Doran, K.S.; Long, J.W.; Birchler, J.J.; Brenner, O.T.; Hardy, M.W.; Morgan, K.L.M.; Stockdon, H.F.; Torres, M.L., 2020, Lidar-derived beach morphology (Dune Crest, Dune Toe, and Shoreline) for U.S. sandy coastlines (ver 3.0, February 2020): , https://doi.org/10.5066/F7GF0S0Z.
Long, J.W.; Henderson, R.E.; Thompson, D.M., 2020, Forecasting future beach width-A case study along the Florida Atlantic coast: , 20, https://doi.org/10.3133/ofr20191150.
Stockdon, H.F.; Long, J.W.; Palmsten, M.L.; Van der Westhuysen, A.; Doran, K.S.; Snell, R.J., 2023, Operational forecasts of wave-driven water levels and coastal hazards for US Gulf and Atlantic coasts: Communications Earth & Environment 4:1, 169, https://doi.org/10.1038/s43247-023-00817-2.
(Abstract)
Predictions of total water levels, the elevation of combined tides, surge, and wave runup at the shoreline, are necessary to provide guidance on potential coastal erosion and flooding. Despite the importance of early warning systems for these hazards, existing real-time meteorological and oceanographic forecast systems at regional and national scales, until now, have lacked estimates of runup necessary to predict wave-driven overwash and erosion. To address this need, we present an approach that includes wave runup in an operational, national-scale modeling system. Using this system, we quantify the contribution of waves to potential dune erosion events along 4,700?km of U.S. Atlantic and Gulf of Mexico sandy coastlines for a one-year period. Dune erosion events were predicted to occur at over 80% of coastal locations, where waves dominated shoreline total water levels, representing 73% of the signal. This shows that models that neglect the wave component underestimate the hazard. This new, national-scale operational modeling system provides communities with timely, local-scale (0.5?km resolution) coastal hazard warnings for all wave conditions, allowing for rapid decision-making related to safety and emergency management. The modeling system also enables continued research into wave-driven processes at a broad range of coastal areas.
Stockdon, H.F.; Sallenger, A.H., Jr.; List, J.H., 2002, Estimation of shoreline position and change using airborne topographic lidar data: 18, 502.
(Abstract)
A method has been developed for estimating shoreline position from airborne scanning laser data. This technique allows rapid estimation of objective, GPS-based shoreline positions over hundreds of kilometers of coast, essential for the assessment of large-scale coastal behavior. Shoreline position, defined as the cross-shore position of a vertical shoreline datum, is found by fitting a function to cross-shore profiles of laser altimetry data located in a vertical range around the datum and then evaluating the function at the specified datum. Error bars on horizontal position are directly calculated as the 95[percent] confidence interval on the mean value based on the Student's t distribution of the errors of the regression. The technique was tested using lidar data collected with NASA's Airborne Topographic Mapper (ATM) in September 1997 on the Outer Banks of North Carolina. Estimated lidar-based shoreline position was compared to shoreline position as measured by a ground-based GPS vehicle survey system. The two methods agreed closely with a root mean square difference of 2.9 m. The mean 95[percent] confidence interval for shoreline position was [plus or minus] 1.4 m. The technique has been applied to a study of shoreline change on Assateague Island, Maryland/Virginia, where three ATM data sets were used to assess the statistics of large-scale shoreline change caused by a major 'northeaster' winter storm. The accuracy of both the lidar system and the technique described provides measures of shoreline position and change that are ideal for studying storm-scale variability over large spatial scales. Reprinted by permission of the publisher.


• **To do**
All lines of the material that contain "value" must be copied out.

[Start of section]

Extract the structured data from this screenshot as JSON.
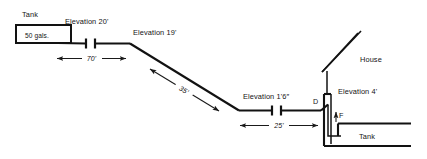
{
  "diagram": {
    "background_color": "#ffffff",
    "line_color": "#121212",
    "text_color": "#141414"
  },
  "labels": {
    "tank_top_title": "Tank",
    "tank_top_capacity": "50 gals.",
    "elevation_20": "Elevation 20'",
    "elevation_19": "Elevation 19'",
    "elevation_1_6": "Elevation 1'6″",
    "elevation_4": "Elevation 4'",
    "house": "House",
    "tank_bottom_title": "Tank",
    "point_d": "D",
    "point_f": "F"
  },
  "dimensions": [
    {
      "id": "run-70",
      "value": "70'",
      "orientation": "horizontal"
    },
    {
      "id": "slope-35",
      "value": "35'",
      "orientation": "diagonal"
    },
    {
      "id": "run-25",
      "value": "25'",
      "orientation": "horizontal"
    }
  ],
  "elevations": [
    {
      "id": "elev-20",
      "value": "20'",
      "label": "Elevation 20'"
    },
    {
      "id": "elev-19",
      "value": "19'",
      "label": "Elevation 19'"
    },
    {
      "id": "elev-1-6",
      "value": "1'6″",
      "label": "Elevation 1'6″"
    },
    {
      "id": "elev-4",
      "value": "4'",
      "label": "Elevation 4'"
    }
  ],
  "components": [
    {
      "id": "supply-tank",
      "name": "Tank",
      "capacity": "50 gals."
    },
    {
      "id": "union-fitting-upper",
      "name": "union-fitting"
    },
    {
      "id": "union-fitting-lower",
      "name": "union-fitting"
    },
    {
      "id": "house",
      "name": "House"
    },
    {
      "id": "receiving-tank",
      "name": "Tank"
    },
    {
      "id": "point-d",
      "name": "D"
    },
    {
      "id": "point-f",
      "name": "F"
    }
  ]
}
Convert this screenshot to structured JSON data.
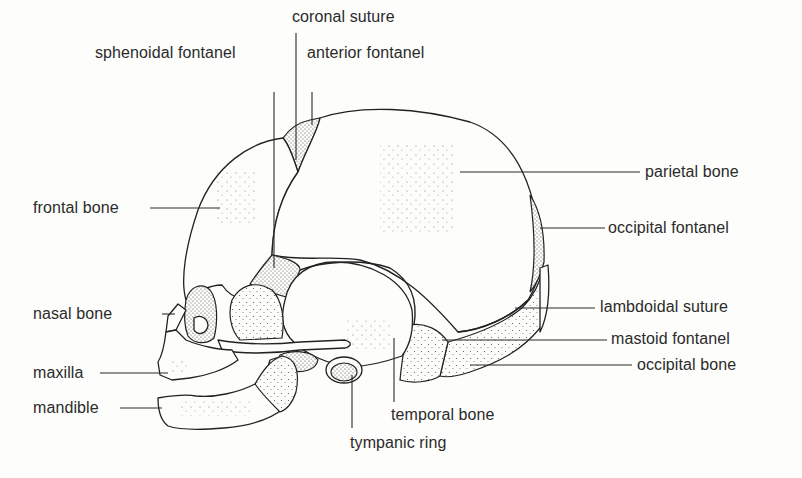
{
  "diagram": {
    "labels": {
      "coronal_suture": "coronal suture",
      "sphenoidal_fontanel": "sphenoidal fontanel",
      "anterior_fontanel": "anterior fontanel",
      "parietal_bone": "parietal bone",
      "frontal_bone": "frontal bone",
      "occipital_fontanel": "occipital fontanel",
      "nasal_bone": "nasal bone",
      "lambdoidal_suture": "lambdoidal suture",
      "mastoid_fontanel": "mastoid fontanel",
      "maxilla": "maxilla",
      "occipital_bone": "occipital bone",
      "mandible": "mandible",
      "temporal_bone": "temporal bone",
      "tympanic_ring": "tympanic ring"
    },
    "colors": {
      "background": "#fdfdfb",
      "ink": "#222222",
      "text": "#2b2b2b"
    }
  }
}
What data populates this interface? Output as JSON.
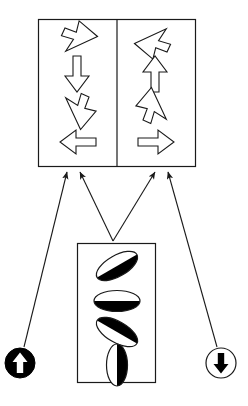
{
  "figure": {
    "type": "diagram",
    "background_color": "#ffffff",
    "stroke_color": "#1a1a1a",
    "fill_color": "#000000"
  },
  "top_panel": {
    "name": "arrow-panel",
    "x": 38,
    "y": 19,
    "width": 158,
    "height": 148,
    "divider_x": 117,
    "left_cell": {
      "name": "arrow-cell-left",
      "items": [
        {
          "label": "arrow-southeast",
          "direction": "southeast",
          "angle_deg": 135,
          "style": "outline"
        },
        {
          "label": "arrow-south",
          "direction": "south",
          "angle_deg": 90,
          "style": "outline"
        },
        {
          "label": "arrow-southwest",
          "direction": "southwest",
          "angle_deg": 225,
          "style": "outline"
        },
        {
          "label": "arrow-west",
          "direction": "west",
          "angle_deg": 180,
          "style": "outline"
        }
      ]
    },
    "right_cell": {
      "name": "arrow-cell-right",
      "items": [
        {
          "label": "arrow-northwest",
          "direction": "northwest",
          "angle_deg": 315,
          "style": "outline"
        },
        {
          "label": "arrow-north",
          "direction": "north",
          "angle_deg": 270,
          "style": "outline"
        },
        {
          "label": "arrow-northeast",
          "direction": "northeast",
          "angle_deg": 45,
          "style": "outline"
        },
        {
          "label": "arrow-east",
          "direction": "east",
          "angle_deg": 0,
          "style": "outline"
        }
      ]
    }
  },
  "bottom_panel": {
    "name": "ellipse-panel",
    "x": 77,
    "y": 243,
    "width": 79,
    "height": 140,
    "items": [
      {
        "label": "ellipse-tilt-up-right",
        "tilt_deg": -30,
        "dark_side": "bottom-right",
        "light_side": "top-left"
      },
      {
        "label": "ellipse-horizontal",
        "tilt_deg": 0,
        "dark_side": "bottom",
        "light_side": "top"
      },
      {
        "label": "ellipse-tilt-down-right",
        "tilt_deg": 30,
        "dark_side": "top-left",
        "light_side": "bottom-right"
      },
      {
        "label": "ellipse-vertical",
        "tilt_deg": 90,
        "dark_side": "left",
        "light_side": "right"
      }
    ]
  },
  "badges": [
    {
      "label": "badge-up-filled",
      "name": "badge-up",
      "cx": 20,
      "cy": 363,
      "r": 15,
      "circle_fill": "#000000",
      "arrow_fill": "#ffffff",
      "arrow_direction": "up"
    },
    {
      "label": "badge-down-outline",
      "name": "badge-down",
      "cx": 221,
      "cy": 363,
      "r": 15,
      "circle_fill": "#ffffff",
      "arrow_fill": "#000000",
      "arrow_direction": "down"
    }
  ],
  "connectors": [
    {
      "label": "connector-badge-up-to-left-cell",
      "from": "badge-up",
      "to": "arrow-cell-left",
      "x1": 24,
      "y1": 347,
      "x2": 67,
      "y2": 172
    },
    {
      "label": "connector-ellipses-to-left-cell",
      "from": "ellipse-panel",
      "to": "arrow-cell-left",
      "x1": 113,
      "y1": 241,
      "x2": 80,
      "y2": 172
    },
    {
      "label": "connector-ellipses-to-right-cell",
      "from": "ellipse-panel",
      "to": "arrow-cell-right",
      "x1": 113,
      "y1": 241,
      "x2": 155,
      "y2": 172
    },
    {
      "label": "connector-badge-down-to-right-cell",
      "from": "badge-down",
      "to": "arrow-cell-right",
      "x1": 217,
      "y1": 347,
      "x2": 168,
      "y2": 172
    }
  ]
}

[End of section]

• **Solution to the problem**
      "value": "70'",
      "value": "35'",
      "value": "25'",
      "value": "20'",
      "value": "19'",
      "value": "1'6″",
      "value": "4'",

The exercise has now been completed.